🤖 AI Summary
Conventional fixed-time traffic signal control relies heavily on manual formulae (e.g., Webster’s method) and empirical parameter tuning, exhibiting poor adaptability and limited effectiveness in heterogeneous congestion scenarios.
Method: This paper proposes a large language model (LLM)-driven programming agent framework that uniquely integrates LLMs, program synthesis, and evolutionary search for autonomous design of traffic signal control algorithms. It represents policies as executable Python functions and iteratively optimizes them via closed-loop simulation feedback—requiring no human intervention.

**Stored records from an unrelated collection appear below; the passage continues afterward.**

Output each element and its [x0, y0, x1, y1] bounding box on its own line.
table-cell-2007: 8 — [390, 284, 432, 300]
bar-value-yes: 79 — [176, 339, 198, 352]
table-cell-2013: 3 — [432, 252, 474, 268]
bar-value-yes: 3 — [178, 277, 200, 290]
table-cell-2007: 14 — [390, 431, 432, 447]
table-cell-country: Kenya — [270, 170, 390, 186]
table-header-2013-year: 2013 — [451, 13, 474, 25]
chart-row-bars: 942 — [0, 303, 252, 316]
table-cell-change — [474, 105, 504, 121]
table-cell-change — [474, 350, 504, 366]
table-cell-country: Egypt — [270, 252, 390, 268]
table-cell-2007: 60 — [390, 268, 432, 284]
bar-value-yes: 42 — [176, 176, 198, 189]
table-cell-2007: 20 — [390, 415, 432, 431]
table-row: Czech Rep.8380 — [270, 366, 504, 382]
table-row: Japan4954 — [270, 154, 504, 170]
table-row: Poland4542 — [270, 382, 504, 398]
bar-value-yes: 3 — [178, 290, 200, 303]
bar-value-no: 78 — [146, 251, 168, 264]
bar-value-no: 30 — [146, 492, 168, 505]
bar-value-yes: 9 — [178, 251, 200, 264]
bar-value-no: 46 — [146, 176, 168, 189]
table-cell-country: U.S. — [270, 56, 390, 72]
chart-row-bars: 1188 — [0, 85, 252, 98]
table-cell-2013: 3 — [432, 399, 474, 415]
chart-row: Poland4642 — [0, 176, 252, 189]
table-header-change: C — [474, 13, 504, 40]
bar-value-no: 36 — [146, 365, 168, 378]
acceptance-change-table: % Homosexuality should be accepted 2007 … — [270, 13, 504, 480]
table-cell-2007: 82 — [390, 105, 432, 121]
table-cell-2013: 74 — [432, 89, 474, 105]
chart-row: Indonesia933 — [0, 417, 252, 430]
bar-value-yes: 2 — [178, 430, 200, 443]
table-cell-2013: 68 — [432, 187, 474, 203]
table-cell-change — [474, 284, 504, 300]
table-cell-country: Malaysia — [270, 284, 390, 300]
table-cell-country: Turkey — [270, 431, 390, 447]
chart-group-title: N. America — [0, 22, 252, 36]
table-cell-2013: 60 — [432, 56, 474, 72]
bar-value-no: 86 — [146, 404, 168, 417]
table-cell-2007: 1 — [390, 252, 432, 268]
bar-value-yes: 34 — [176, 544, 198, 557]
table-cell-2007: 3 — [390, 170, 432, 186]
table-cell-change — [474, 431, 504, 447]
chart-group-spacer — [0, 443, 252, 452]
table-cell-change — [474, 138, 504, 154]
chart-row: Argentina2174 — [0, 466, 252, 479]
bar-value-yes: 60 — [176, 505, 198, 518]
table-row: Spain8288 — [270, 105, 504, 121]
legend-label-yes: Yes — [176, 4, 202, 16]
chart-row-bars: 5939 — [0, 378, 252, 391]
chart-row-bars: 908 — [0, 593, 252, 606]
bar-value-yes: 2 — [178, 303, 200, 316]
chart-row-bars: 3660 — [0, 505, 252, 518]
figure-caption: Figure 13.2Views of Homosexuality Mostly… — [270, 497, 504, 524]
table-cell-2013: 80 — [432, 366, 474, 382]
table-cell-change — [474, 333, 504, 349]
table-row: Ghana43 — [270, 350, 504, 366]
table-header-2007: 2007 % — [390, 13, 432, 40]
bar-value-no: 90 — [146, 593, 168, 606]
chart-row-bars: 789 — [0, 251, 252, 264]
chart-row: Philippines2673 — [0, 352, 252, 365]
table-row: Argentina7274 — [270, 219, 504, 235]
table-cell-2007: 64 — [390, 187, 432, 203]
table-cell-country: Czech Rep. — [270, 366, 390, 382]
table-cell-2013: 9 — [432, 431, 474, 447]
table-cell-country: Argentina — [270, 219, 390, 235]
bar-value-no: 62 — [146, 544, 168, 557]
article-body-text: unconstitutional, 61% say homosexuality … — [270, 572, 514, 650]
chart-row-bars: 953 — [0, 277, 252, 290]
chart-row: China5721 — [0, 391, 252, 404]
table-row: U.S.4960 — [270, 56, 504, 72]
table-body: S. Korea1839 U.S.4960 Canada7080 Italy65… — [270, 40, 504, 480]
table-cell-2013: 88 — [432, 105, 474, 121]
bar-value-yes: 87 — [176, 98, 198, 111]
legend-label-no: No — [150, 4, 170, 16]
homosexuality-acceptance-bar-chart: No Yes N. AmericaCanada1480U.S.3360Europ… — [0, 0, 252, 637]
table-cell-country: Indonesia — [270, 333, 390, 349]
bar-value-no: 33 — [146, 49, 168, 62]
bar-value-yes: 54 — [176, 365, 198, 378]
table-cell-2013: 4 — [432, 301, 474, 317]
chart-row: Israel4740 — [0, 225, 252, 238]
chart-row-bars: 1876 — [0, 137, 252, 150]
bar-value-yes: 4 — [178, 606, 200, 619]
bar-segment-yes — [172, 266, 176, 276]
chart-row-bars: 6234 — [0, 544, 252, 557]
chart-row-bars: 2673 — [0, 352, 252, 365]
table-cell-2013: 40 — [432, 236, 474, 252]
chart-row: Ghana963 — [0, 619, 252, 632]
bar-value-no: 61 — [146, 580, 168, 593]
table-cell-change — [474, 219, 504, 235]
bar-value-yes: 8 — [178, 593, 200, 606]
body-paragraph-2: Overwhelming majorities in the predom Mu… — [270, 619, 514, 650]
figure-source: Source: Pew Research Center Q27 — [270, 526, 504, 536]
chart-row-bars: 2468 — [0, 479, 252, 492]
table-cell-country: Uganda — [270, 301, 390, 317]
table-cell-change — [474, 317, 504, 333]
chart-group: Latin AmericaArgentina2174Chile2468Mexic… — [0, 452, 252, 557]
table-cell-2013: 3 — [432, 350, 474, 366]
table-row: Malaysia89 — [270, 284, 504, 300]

Contribution/Results: The framework automatically discovers novel, interpretable, and deployable control algorithms. In single-intersection experiments, the synthesized algorithm reduces average vehicle delay by 20.1% and stops per vehicle by 47.1% compared to Webster’s method, demonstrating substantial performance gains and yielding structured, actionable insights into optimization mechanisms.
📝 Abstract
In traffic engineering, the fixed-time traffic signal control remains widely used for its low cost, stability, and interpretability. However, its design depends on hand-crafted formulas (e.g., Webster) and manual re-timing by engineers to adapt to demand changes, which is labor-intensive and often yields suboptimal results under heterogeneous or congested conditions. This paper introduces the EvolveSignal, a large language models (LLMs) powered coding agent to automatically discover new traffic signal control algorithms. We formulate the problem as program synthesis, where candidate algorithms are represented as Python functions with fixed input-output structures, and iteratively optimized through external evaluations (e.g., a traffic simulator) and evolutionary search. Experiments on a signalized intersection demonstrate that the discovered algorithms outperform Webster's baseline, reducing average delay by 20.1% and average stops by 47.1%. Beyond performance, ablation and incremental analyses reveal that EvolveSignal modifications-such as adjusting cycle length bounds, incorporating right-turn demand, and rescaling green allocations-can offer practically meaningful insights for traffic engineers. This work opens a new research direction by leveraging AI for algorithm design in traffic signal control, bridging program synthesis with transportation engineering.